19 October 2005

CHILDREN BETRAYED

It used to be called “creation science.” But in 1987 the U.S. Supreme Court ruled that the concept wasn't science, and therefore couldn't be taught in the country's public schools, at least not in science class.

So the parents, the school board trustees and the clergy who want American children exposed to the Old Testament alternative to what has been described as “Darwin's Dangerous Idea” regrouped. It didn't take them long to embrace an idea far more dangerous than biological evolution. They call it “intelligent design.” And now they're using to betray those very same children.

That's the short history of the intelligent design, or ID, movement. The short description of the idea itself, as the students of Asheville Christian Academy, a private religious school half an hour north of my neck of western North Carolina, recently learned during a two-week section on the subject, is similarly straightforward. According to ID, there are some bits and pieces of the biosphere that are far too complex to be explained by the process of natural selection, the mechanism behind Darwinian evolution; ipso facto, something—or someone—intelligent must have created them.

The idea is so simple, in fact, I wonder how the academy's teachers managed to find enough material to fill two weeks of classes. That's the problem with ID. It's just too simple. It has no theoretical structure. It makes no predictions. It can't be tested. It calls for a halt to the intellectual investigative process.

In other words, it's not science. Not by any definition, Christian or secular.

Even the movement's most prominent supporter with genuine scientific credentials finds himself on the extreme outskirts of respectability. That would be Lehigh University biochemist Michael Behe, who testified Monday in a Pennsylvania lawsuit trial in support of the right of a public school board to include a single paragraph on ID in its science curriculum. He has so annoyed his fellow faculty members that they've issued a public reminder that they “are unequivocal in their support of evolutionary theory.”

So why are the students of Asheville Christian Academy learning about intelligent design?

For one thing, because they can. The constitutional ban on religion in the public classroom does not extend to private chools. Nor should it. Christian families have the right to have their children instructed in any way they see fit. And Christian-school teachers have the right to teach whatever the parents will allow.

But that doesn't let the parents or the teachers off the hook. It may be legal to teach privately schooled students about intelligent design, but it's not ethical. Not if we are interested in preparing our children for the possibility of a career in science.

Some, including Behe, argue that ID is not creationism, that the concept doesn't necessarily address the nature of the intelligent designer, only that something, or someone aliens? must have created as final products some of biological structures that seem to defy evolutionary origins.

But the truth is the intelligent design movement is intimately tied to creationism. The book that the Dover school board recommends as a text on ID, Of Pandas and People, was originally published as Creation Biology in 1983. But after the Supreme Court ruling four years later, it reappeared with the new name, with references to “creationism” simply replaced by “intelligent design.”

And then there's now famous “wedge strategy” document from the Discovery Institute, a Seattle-based think tank that has been the prime mover behind ID. The goal of the movement, says the strategy paper, is “to replace materialistic explanations with the theistic understanding that nature and human beings are created by God.”

But even if ID wasn't a surrogate for creationism, it still suffers from a complete lack of scientific merit. A century ago, long before the latest term cropped up, similar arguments revolved around the seemingly irreducibly complex eye. Surely, said those opposed to Darwin's then-still-new idea of evolution, the eye is proof of evolution's failings. Take away the lens, or the iris, or the pupil, or the optic nerve, and it's useless. So it couldn't have evolved.

Except that it did, repeatedly. Scientists now believe it may have evolved at least half a dozen times in different types of animals. In fact, an organism can lose the lens, the pupil, the iris and the optic nerve, leaving little more than a dark spot that casts a shadow. But that's still enough to provide a microscopic, single-celled organism with an evolutionary advantage over other microscopic, single-celled organisms with no eye at all.

Behe and his acolytes make the same argument about the flagellum, the little whip of a motor that moves sperm and other cells. Scientists haven't yet figured out exactly how it evolved. But they're working on it. And they're making progress. Intelligent design would have us give up at the slightest suggestion of a problem, and be content with “God/ET/what-have-you must have made it that way.”

That's not science. And we owe it to our children, whether we're raising them as Christians, Muslims, Jews, or atheists, not to pretend otherwise. Not if we really care about them.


Aim of the exercise: Show each line of the records in which the word "favoritism" occurs.
*** The records ***
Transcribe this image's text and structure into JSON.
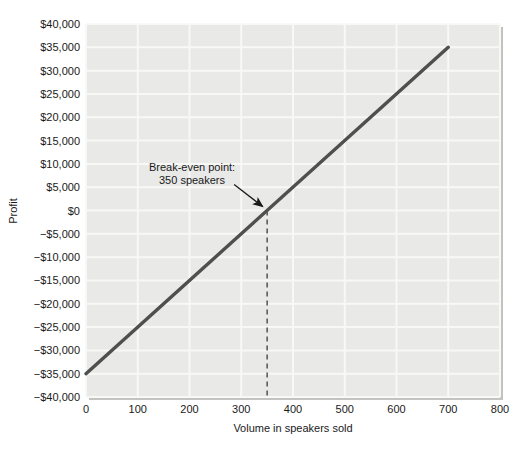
{
  "chart_data": {
    "type": "line",
    "title": "",
    "xlabel": "Volume in speakers sold",
    "ylabel": "Profit",
    "xlim": [
      0,
      800
    ],
    "ylim": [
      -40000,
      40000
    ],
    "grid": true,
    "legend": "none",
    "x_ticks": [
      {
        "v": 0,
        "label": "0"
      },
      {
        "v": 100,
        "label": "100"
      },
      {
        "v": 200,
        "label": "200"
      },
      {
        "v": 300,
        "label": "300"
      },
      {
        "v": 400,
        "label": "400"
      },
      {
        "v": 500,
        "label": "500"
      },
      {
        "v": 600,
        "label": "600"
      },
      {
        "v": 700,
        "label": "700"
      },
      {
        "v": 800,
        "label": "800"
      }
    ],
    "y_ticks": [
      {
        "v": 40000,
        "label": "$40,000"
      },
      {
        "v": 35000,
        "label": "$35,000"
      },
      {
        "v": 30000,
        "label": "$30,000"
      },
      {
        "v": 25000,
        "label": "$25,000"
      },
      {
        "v": 20000,
        "label": "$20,000"
      },
      {
        "v": 15000,
        "label": "$15,000"
      },
      {
        "v": 10000,
        "label": "$10,000"
      },
      {
        "v": 5000,
        "label": "$5,000"
      },
      {
        "v": 0,
        "label": "$0"
      },
      {
        "v": -5000,
        "label": "−$5,000"
      },
      {
        "v": -10000,
        "label": "−$10,000"
      },
      {
        "v": -15000,
        "label": "−$15,000"
      },
      {
        "v": -20000,
        "label": "−$20,000"
      },
      {
        "v": -25000,
        "label": "−$25,000"
      },
      {
        "v": -30000,
        "label": "−$30,000"
      },
      {
        "v": -35000,
        "label": "−$35,000"
      },
      {
        "v": -40000,
        "label": "−$40,000"
      }
    ],
    "series": [
      {
        "name": "profit-line",
        "color": "#4f4f4f",
        "points": [
          {
            "x": 0,
            "y": -35000
          },
          {
            "x": 700,
            "y": 35000
          }
        ]
      }
    ],
    "break_even": {
      "x": 350,
      "y": 0,
      "dashed_line_to_x_axis": true
    },
    "annotation": {
      "line1": "Break-even point:",
      "line2": "350 speakers"
    },
    "colors": {
      "plot_bg": "#e9e9e8",
      "gridline": "#f8f8f6",
      "shadow": "#c3c3c2",
      "dashed": "#3c3c3c",
      "arrow": "#1a1a1a",
      "text": "#1a1a1a"
    }
  }
}
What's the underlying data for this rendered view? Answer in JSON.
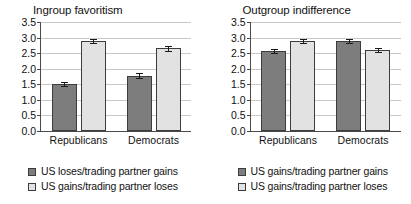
{
  "chart_data": [
    {
      "type": "bar",
      "panel": "left",
      "title": "Ingroup favoritism",
      "xlabel": "",
      "ylabel": "",
      "ylim": [
        0.0,
        3.5
      ],
      "ytick_labels": [
        "3.5",
        "3.0",
        "2.5",
        "2.0",
        "1.5",
        "1.0",
        "0.5",
        "0.0"
      ],
      "ytick_values": [
        3.5,
        3.0,
        2.5,
        2.0,
        1.5,
        1.0,
        0.5,
        0.0
      ],
      "grid": true,
      "legend_position": "below",
      "categories": [
        "Republicans",
        "Democrats"
      ],
      "series": [
        {
          "name": "US loses/trading partner gains",
          "color": "#7d7d7d",
          "values": [
            1.5,
            1.78
          ],
          "errors": [
            0.07,
            0.09
          ]
        },
        {
          "name": "US gains/trading partner loses",
          "color": "#e2e2e2",
          "values": [
            2.9,
            2.65
          ],
          "errors": [
            0.07,
            0.07
          ]
        }
      ]
    },
    {
      "type": "bar",
      "panel": "right",
      "title": "Outgroup indifference",
      "xlabel": "",
      "ylabel": "",
      "ylim": [
        0.0,
        3.5
      ],
      "ytick_labels": [
        "3.5",
        "3.0",
        "2.5",
        "2.0",
        "1.5",
        "1.0",
        "0.5",
        "0.0"
      ],
      "ytick_values": [
        3.5,
        3.0,
        2.5,
        2.0,
        1.5,
        1.0,
        0.5,
        0.0
      ],
      "grid": true,
      "legend_position": "below",
      "categories": [
        "Republicans",
        "Democrats"
      ],
      "series": [
        {
          "name": "US gains/trading partner gains",
          "color": "#7d7d7d",
          "values": [
            2.57,
            2.89
          ],
          "errors": [
            0.07,
            0.08
          ]
        },
        {
          "name": "US gains/trading partner loses",
          "color": "#e2e2e2",
          "values": [
            2.9,
            2.61
          ],
          "errors": [
            0.07,
            0.07
          ]
        }
      ]
    }
  ],
  "left": {
    "title": "Ingroup favoritism",
    "categories": [
      "Republicans",
      "Democrats"
    ],
    "yticks": [
      "3.5",
      "3.0",
      "2.5",
      "2.0",
      "1.5",
      "1.0",
      "0.5",
      "0.0"
    ],
    "legend": [
      "US loses/trading partner gains",
      "US gains/trading partner loses"
    ]
  },
  "right": {
    "title": "Outgroup indifference",
    "categories": [
      "Republicans",
      "Democrats"
    ],
    "yticks": [
      "3.5",
      "3.0",
      "2.5",
      "2.0",
      "1.5",
      "1.0",
      "0.5",
      "0.0"
    ],
    "legend": [
      "US gains/trading partner gains",
      "US gains/trading partner loses"
    ]
  },
  "colors": {
    "series_dark": "#7d7d7d",
    "series_light": "#e2e2e2",
    "axis": "#4a4a4a",
    "grid": "#c8c8c8",
    "text": "#111111"
  }
}
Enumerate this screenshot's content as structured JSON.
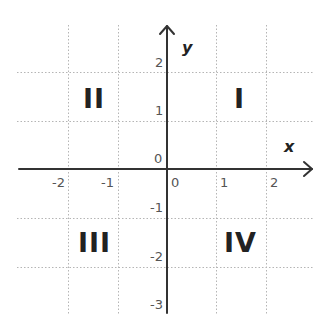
{
  "diagram": {
    "type": "cartesian-coordinate-plane",
    "axes": {
      "x_label": "x",
      "y_label": "y",
      "origin_label_x": "0",
      "origin_label_y": "0"
    },
    "x_ticks": [
      "-2",
      "-1",
      "1",
      "2"
    ],
    "y_ticks": [
      "2",
      "1",
      "-1",
      "-2",
      "-3"
    ],
    "quadrants": {
      "q1": "I",
      "q2": "II",
      "q3": "III",
      "q4": "IV"
    },
    "colors": {
      "axis": "#333333",
      "grid": "#b5b5b5",
      "tick_label": "#555555",
      "quadrant_label": "#222222"
    }
  }
}
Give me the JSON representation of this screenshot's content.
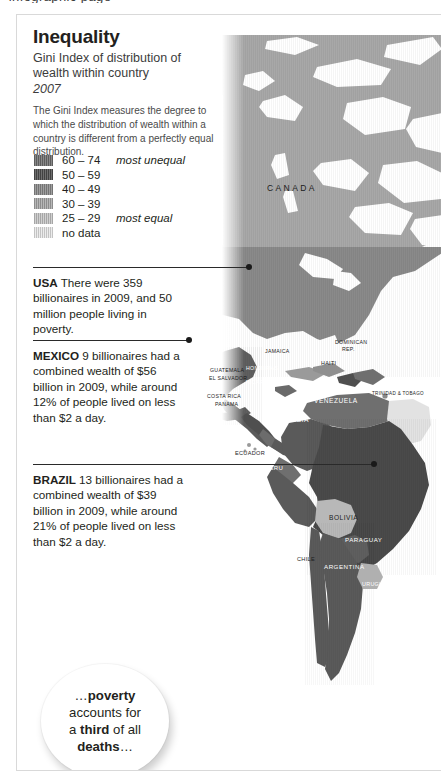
{
  "page": {
    "cut_text_top": "· infographic page ·"
  },
  "header": {
    "title": "Inequality",
    "subtitle": "Gini Index of distribution of wealth within country",
    "year": "2007",
    "description": "The Gini Index measures the degree to which the distribution of wealth within a country is different from a perfectly equal distribution."
  },
  "legend": {
    "rows": [
      {
        "range": "60 – 74",
        "note": "most unequal",
        "color": "#6f6f6f"
      },
      {
        "range": "50 – 59",
        "note": "",
        "color": "#4f4f4f"
      },
      {
        "range": "40 – 49",
        "note": "",
        "color": "#8a8a8a"
      },
      {
        "range": "30 – 39",
        "note": "",
        "color": "#a8a8a8"
      },
      {
        "range": "25 – 29",
        "note": "most equal",
        "color": "#c6c6c6"
      },
      {
        "range": "no data",
        "note": "",
        "color": "#e6e6e6"
      }
    ]
  },
  "callouts": [
    {
      "country": "USA",
      "text": " There were 359 billionaires in 2009, and 50 million people living in poverty."
    },
    {
      "country": "MEXICO",
      "text": " 9 billionaires had a combined wealth of $56 billion in 2009, while around 12% of people lived on less than $2 a day."
    },
    {
      "country": "BRAZIL",
      "text": " 13 billionaires had a combined wealth of $39 billion in 2009, while around 21% of people lived on less than $2 a day."
    }
  ],
  "bubble": {
    "line1_a": "…",
    "line1_b": "poverty",
    "line2": "accounts for",
    "line3_a": "a ",
    "line3_b": "third",
    "line3_c": " of all",
    "line4_b": "deaths",
    "line4_c": "…"
  },
  "map": {
    "labels": [
      {
        "name": "CANADA"
      },
      {
        "name": "JAMAICA"
      },
      {
        "name": "DOMINICAN"
      },
      {
        "name": "REP."
      },
      {
        "name": "HAITI"
      },
      {
        "name": "GUATEMALA"
      },
      {
        "name": "EL SALVADOR"
      },
      {
        "name": "HONDURAS"
      },
      {
        "name": "NICARAGUA"
      },
      {
        "name": "COSTA RICA"
      },
      {
        "name": "PANAMA"
      },
      {
        "name": "VENEZUELA"
      },
      {
        "name": "TRINIDAD & TOBAGO"
      },
      {
        "name": "COLOMBIA"
      },
      {
        "name": "ECUADOR"
      },
      {
        "name": "PERU"
      },
      {
        "name": "BOLIVIA"
      },
      {
        "name": "PARAGUAY"
      },
      {
        "name": "CHILE"
      },
      {
        "name": "ARGENTINA"
      },
      {
        "name": "URUGUAY"
      }
    ],
    "colors": {
      "ocean": "#ffffff",
      "darkest": "#4f4f4f",
      "dark": "#6f6f6f",
      "mid": "#8a8a8a",
      "light": "#a8a8a8",
      "lighter": "#c6c6c6",
      "nodata": "#e6e6e6"
    }
  }
}
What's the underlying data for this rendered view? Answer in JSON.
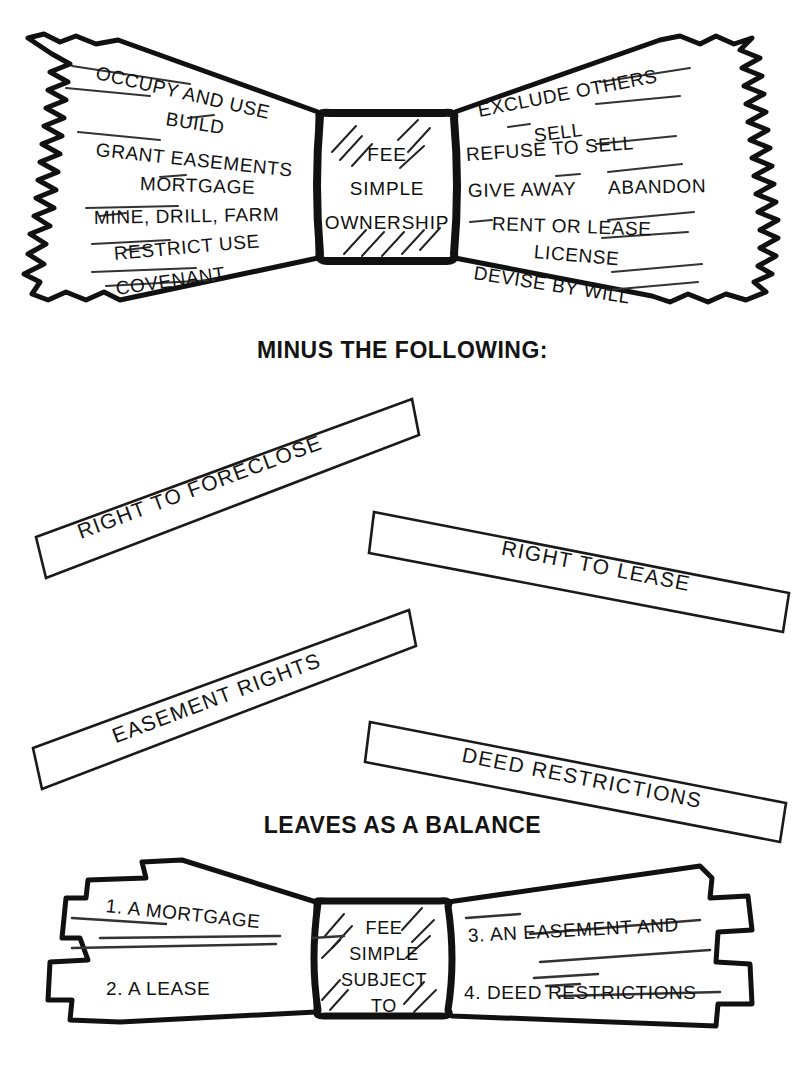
{
  "document": {
    "title": "Fee Simple Ownership — Bundle of Rights Diagram",
    "ink_color": "#111111",
    "paper_color": "#ffffff"
  },
  "top_diagram": {
    "name": "bundle-of-rights-bowtie",
    "core": {
      "line1": "FEE",
      "line2": "SIMPLE",
      "line3": "OWNERSHIP"
    },
    "left_rights": [
      "OCCUPY AND USE",
      "BUILD",
      "GRANT EASEMENTS",
      "MORTGAGE",
      "MINE, DRILL, FARM",
      "RESTRICT USE",
      "COVENANT"
    ],
    "right_rights": [
      "EXCLUDE OTHERS",
      "SELL",
      "REFUSE TO SELL",
      "GIVE AWAY",
      "ABANDON",
      "RENT OR LEASE",
      "LICENSE",
      "DEVISE BY WILL"
    ]
  },
  "minus_heading": "MINUS THE FOLLOWING:",
  "minus_bars": [
    {
      "label": "RIGHT TO FORECLOSE",
      "angle_deg": -20.5
    },
    {
      "label": "RIGHT TO LEASE",
      "angle_deg": 11.0
    },
    {
      "label": "EASEMENT RIGHTS",
      "angle_deg": -20.5
    },
    {
      "label": "DEED RESTRICTIONS",
      "angle_deg": 11.0
    }
  ],
  "leaves_heading": "LEAVES AS A BALANCE",
  "bottom_diagram": {
    "name": "fee-simple-subject-to-bowtie",
    "core": {
      "line1": "FEE",
      "line2": "SIMPLE",
      "line3": "SUBJECT",
      "line4": "TO"
    },
    "left_items": [
      "1. A MORTGAGE",
      "2. A LEASE"
    ],
    "right_items": [
      "3. AN EASEMENT AND",
      "4. DEED RESTRICTIONS"
    ]
  }
}
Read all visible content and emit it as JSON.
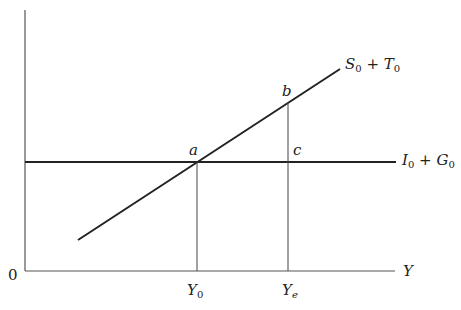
{
  "diagram": {
    "type": "macroeconomic equilibrium (leakages vs injections)",
    "origin_label": "0",
    "x_axis_label": "Y",
    "lines": [
      {
        "name": "S0 + T0",
        "base": "S",
        "sub1": "0",
        "op": "+",
        "base2": "T",
        "sub2": "0",
        "kind": "upward sloping"
      },
      {
        "name": "I0 + G0",
        "base": "I",
        "sub1": "0",
        "op": "+",
        "base2": "G",
        "sub2": "0",
        "kind": "horizontal"
      }
    ],
    "points": {
      "a": "a",
      "b": "b",
      "c": "c"
    },
    "x_ticks": [
      {
        "base": "Y",
        "sub": "0"
      },
      {
        "base": "Y",
        "sub": "e"
      }
    ],
    "colors": {
      "line": "#222222",
      "thin": "#555555",
      "background": "#ffffff"
    }
  }
}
***
Exercise output:
      "title": "Ingroup favoritism",
    "title": "Ingroup favoritism",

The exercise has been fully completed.